Tyler Has Words is the blog of Tyler Patrick Wood, a writer/musician from Texas. You'll get free book excerpts twice a week. On the other days, you'll get words. If you would like an original take on everything by an expert on nothing, this might be a cool place to hang out.

About The West (Prologue)

About The West (Prologue)

Post 306:

One of the new novels I'm working at:

Prologue:

            It was near two years since the War of the Rebellion. He’d managed to survive the cannons and the cold, the swamps and bayonets. Johnny Reb stole one of his fingers and gifted him a limp that festered more than it let up. No matter. He was alive. To crawl over dead limbs and dead fields, to come out breathing at all, he figured it a sign from the Maker.

            He sought no recompense from the South. Recompense would require more accounting, going back over land already bled for. South was no longer a direction. The other three were more than enough—West being most important.  

            Like so many of the wasted might’ve wanted, he went.

            It was an isolated, simple spread, but there was plenty of grass and water. They had a cow and some pigs, more than a few chickens. A sturdy horse. Their crops came in weak the first year, flush the next. It was hard work like any, but the air was free from men’s meddling and the ground was mostly green. The only blood he saw came from too much time on the shovel or the plow.

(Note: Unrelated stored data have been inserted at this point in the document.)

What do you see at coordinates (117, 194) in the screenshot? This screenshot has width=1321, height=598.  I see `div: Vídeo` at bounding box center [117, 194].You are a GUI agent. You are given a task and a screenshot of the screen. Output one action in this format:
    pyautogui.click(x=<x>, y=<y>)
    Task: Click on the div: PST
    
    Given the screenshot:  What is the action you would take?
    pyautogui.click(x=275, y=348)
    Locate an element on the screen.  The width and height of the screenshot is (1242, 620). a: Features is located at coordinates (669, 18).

            Different types of blood. Something never thought on before the War. Now he knew different.

            “Strange thing, ain’t it?” he asked, looking out on the worked land and beyond. Rows and rows and then forever until the mountains. It made his contribution seem insignificant in the most beautiful of ways. The stream ran lively in the background while he held fast for a response.

            “I’m supposing you want me to chase you,” she said, tilting her head down at the son they’d made together, standing between them. The boy was near knee-high to his father and strangely sturdy on his little feet.

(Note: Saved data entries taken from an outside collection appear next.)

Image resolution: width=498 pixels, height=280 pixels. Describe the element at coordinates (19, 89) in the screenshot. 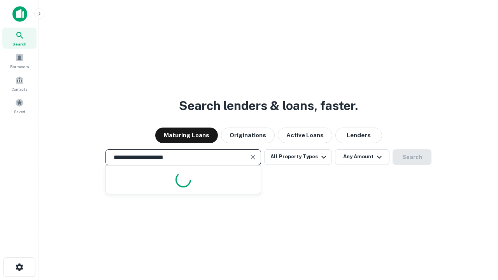

I see `span: Contacts` at that location.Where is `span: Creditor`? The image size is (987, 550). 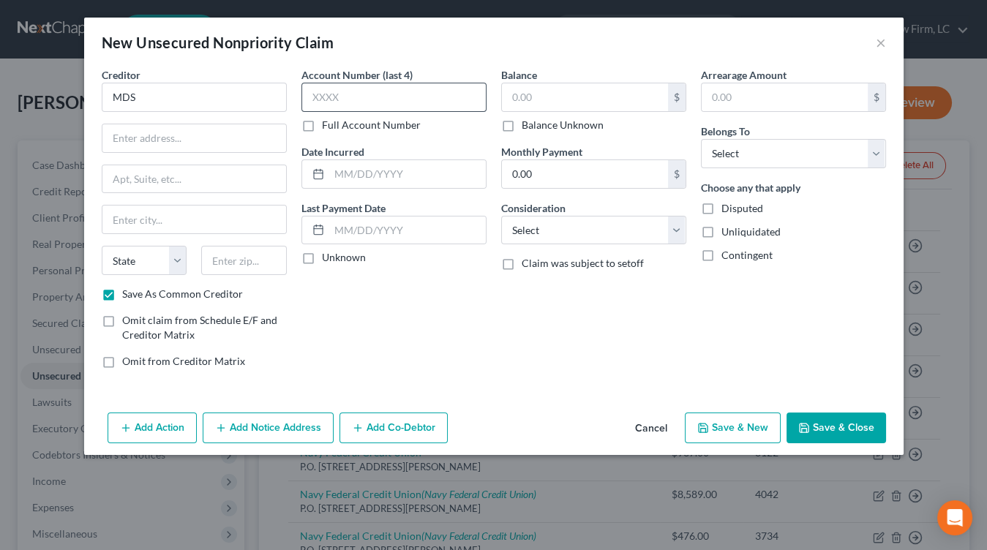
span: Creditor is located at coordinates (121, 75).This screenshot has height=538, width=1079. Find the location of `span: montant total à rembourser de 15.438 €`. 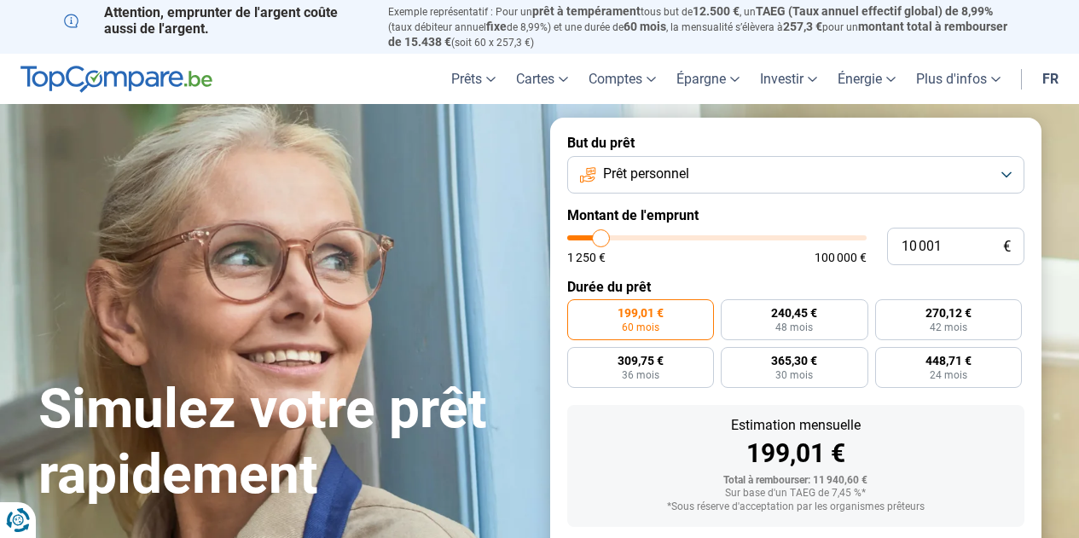

span: montant total à rembourser de 15.438 € is located at coordinates (698, 34).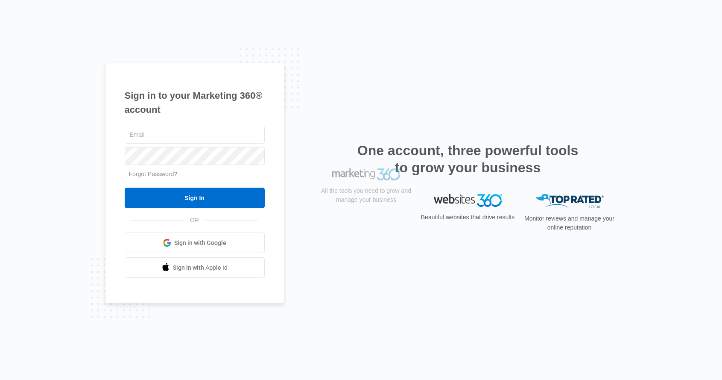  What do you see at coordinates (366, 221) in the screenshot?
I see `p: All the tools you need to grow and manage your business` at bounding box center [366, 221].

            “Chase me?” he asked. He’d stay confused until she made herself clear. That was their way and always had been.

            She sighed and issued a smile too small for him to find. “I never was partial to fancy talking men,” she said, “but you lay your words down like a half a hand of cards.”

            He turned and used a dirty finger to push up the brim of his hat.

            “What’s strange?” she asked, deciding to give in.

            Their son raised up his arms like trying to steady a horse and they each grabbed a hand, swinging him just off the planks of the porch. He laughed at all points of the pendulum, back and forth, until their shoulders started to fuss.

            “Life,” he said, easing the boy to a solid landing. “It’s strange.”

            “I’m fairly certain that’s an observation made by many of our predecessors,” she answered. “Adam and Eve went on at length, I’d venture to guess.”

            He put one hand on his son’s head, guiding his little body forward. His other hand found a home on his wife’s cheek. “You’re always making light of things, Nell.”

            “Takes a lot of work.”

            “Does it?” he asked, kissing her other cheek.

            “Indeed it does.” She wrapped her arms around his neck and brought his lips down to hers. Husband and wife could smell each other’s day while their mouths lingered. It wasn’t pleasant or perfumed, but something better; earned and good. Life is strange, she thought.

            He took her wrists and held her arms to his chest, strong, the way she liked. “Indeed it does, you said?”

            “Indeed I did, John.” Nell gently kicked the toe of his boot. “It’s a matter of balancing the scales. Proportions and the like.”

            “I see.”

            “Oh you see,” she laughed, pushing his brim a bit higher. “You, rustling around with the deep and dark—”

            “Yes ma’am. You’re doing your part, providing the light.”

            Her eyes opened wide as their little boy tried to push his way back between their legs. “Huh. I guess you do get it. Maybe my husband isn’t the brute I reckoned I was stuck with.”

            “Maybe not.”

            “Well I’ll be sure to thank God while I tend to supper.”

            John watched her walk inside and picked up his boy. “Your mama’s something else, son.” As he filled the swine trough with water and checked on the main barn, it came back to him. His point about the strangeness of life. He was relieved Nell had derailed his line of thinking—how obvious his mind worked compared to hers. She’d gotten a proper education while he was off fighting. His wife spent years learning to use her brain while he spent the same time trying to turn his off.

            Still, he was enough of a man to understand the insignificance of the misery he experienced and took part in. One more mountain of bodies in the range of human catastrophe. No call for complaining. No reason. A pretty wife, good land. A fine boy.

            So much life. On the other side of the darkest time he could imagine, so much beauty and life. That’s all he had meant to say, staring out from the porch. Strange.